The gloom and doom was based on two years of reports from around New England of unusually large numbers of white pine needles piled up along sidewalks and roadways. After analyzing the data, Forest Watch announced that 2010 marked the first time in the program's long history of observations that white pines did not retain important older needles.
Figure courtesy of UNH Forest Watch. |
"White pines usually keep healthy, green needles that contribute significantly to the photosynthetic process by the whole tree for two or three full years," says Rock. "So something very serious was stressing the trees and resulting a region-wide outbreak of white pine needle cast disease. Not since the early to mid-1990s, when ozone levels were extremely high, have we seen these kinds of measurements of stress in the pines."
More recent samples and measurements made by Forest Watch suggest that a new environmental stressor appeared in spring 2010 and affected old needles that opened in 2008 and 2009. That stressor is now suspected to have been an air pollution event emanating from Canada in May 2010 that defoliated another signature New England tree—the sugar maple.

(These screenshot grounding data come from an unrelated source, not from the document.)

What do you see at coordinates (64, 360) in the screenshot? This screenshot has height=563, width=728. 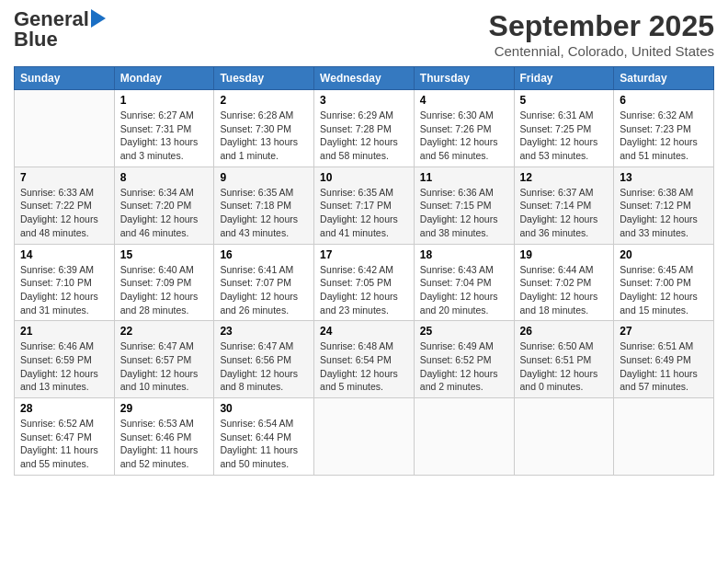 I see `calendar-cell: 21Sunrise: 6:46 AM Sunset: 6:59 PM Dayli…` at bounding box center [64, 360].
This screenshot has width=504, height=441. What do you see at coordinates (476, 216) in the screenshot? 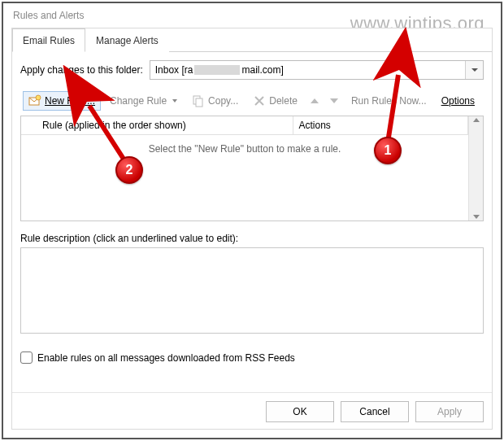
I see `scroll-down-icon` at bounding box center [476, 216].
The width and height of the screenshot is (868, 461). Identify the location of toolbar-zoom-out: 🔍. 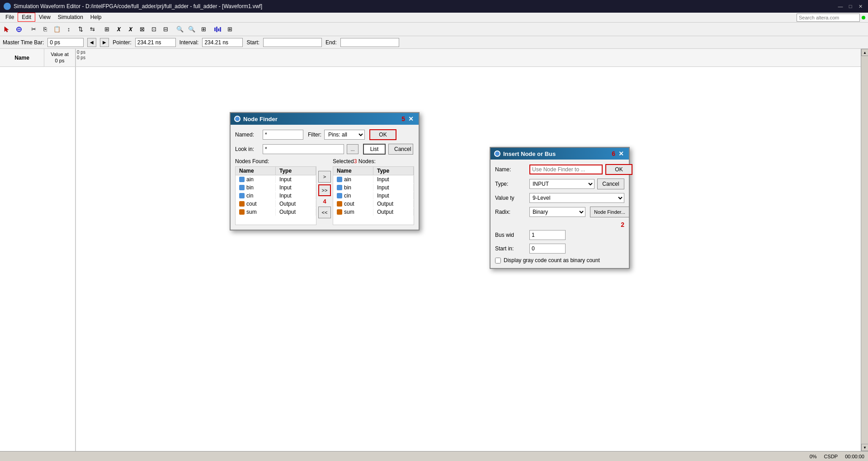
(192, 29).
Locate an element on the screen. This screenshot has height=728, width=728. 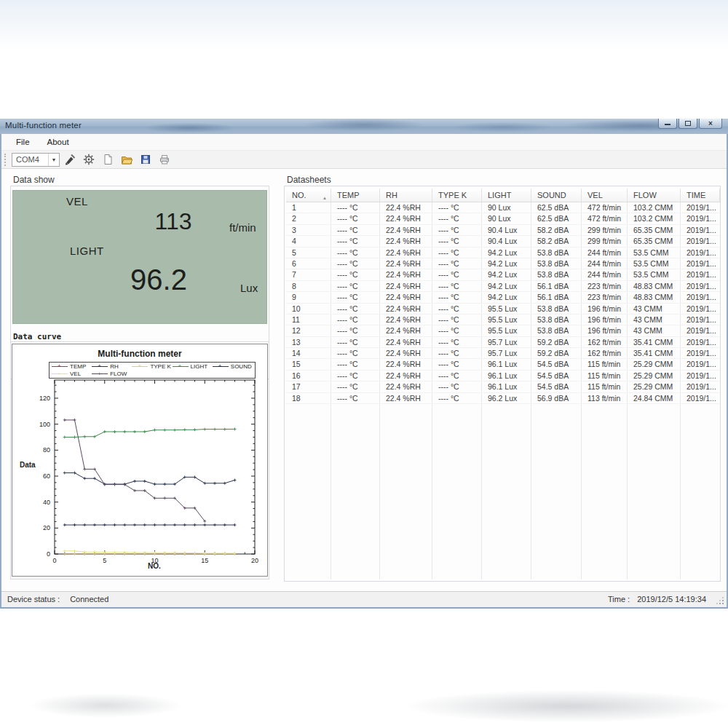
settings-button is located at coordinates (89, 160).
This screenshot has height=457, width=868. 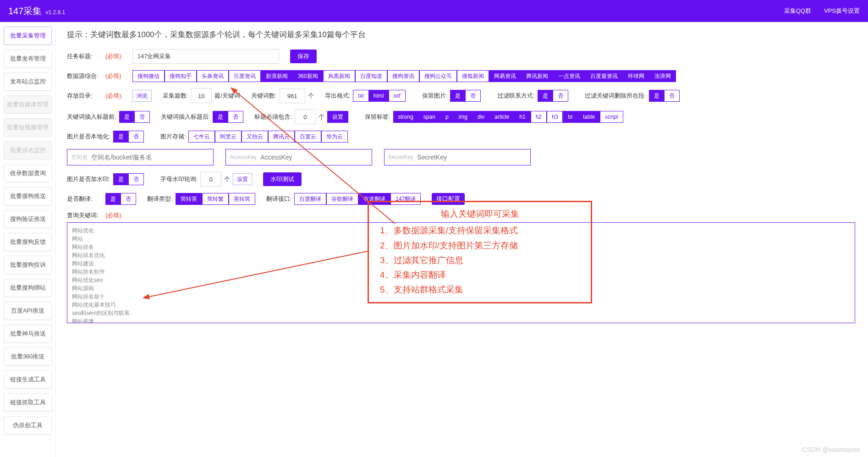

"We believe that peroxyacetyl nitrate, a powerful oxidant in wildfire smoke, in combination with unusually high temperatures, might have heavily damaged the 2010 maple leaves," Rock says. "The event might also have stressed the 2008 and 2009 pine needles, and other pollutants from a growing number of wildfires might be causing further stress."
Photo by Martha Carlson, UNH Forest Watch |
Another theory is that unusually wet weather in 2009 caused an explosion of fungi that feasted on the pine needles. In 2010 and 2011, the U.S. Forest Service reported a dramatic increase in the occurrence of several pine needle cast fungi on older needles, and Forest Watch researchers worked with the Forest Service to understand the cause of this dramatic increase in reported cases of needle cast fungus.
At the Forest Watch annual teacher workshop held in early February 2014, Kirk Broders, a mycologist in the UNH department of biological sciences, announced preliminary findings from analysis he's been doing on the white pine needle cast disease using needles collected from across New England by Forest Watch students.
Broders cultivated specific fungi known to cause the disease since 2011-12 and discovered there were many more types of fungi—15 to 18 species—associated with it, including three or four new to science.
According to Broders, while there was a diversity of fungi found infecting white pine needles, only four species, including one of the newly discovered ones, were found in more than two locations.
"We believe that one or a combination of these fungi are responsible for the recent outbreaks of white pine needle damage," Broders says. "It's possible that recent warmer and wetter-than-average climate may be allowing this fungus to spread into the range of the eastern white pine resulting in needle defoliation epidemics. Further monitoring using the Forest Watch network will help us keep tabs on this emerging threat to white pines in our region."
Photo by Martha Carlson, UNH Forest Watch |
A core strength of Forest Watch, and one that teachers relish, is its emphasis on current research findings in the STEM (science, technology, engineering, and math) disciplines. Broders' findings, Rock notes, are a perfect example of the type of cutting-edge science Forest Watch teachers eagerly share with their students.
Says Rock, "These K-12 students use science—ozone effects on photosynthesis, etcetera— technology—learning about the spectral reflectance properties of pine needles, using Landsat data with freeware image processing software—engineering—making their own measurement tools—and math—calculating percent of needle damage, tree growth rates, and canopy closure—to estimate the health of white pines. So the program provides them with a real soup-to-nuts STEM experience."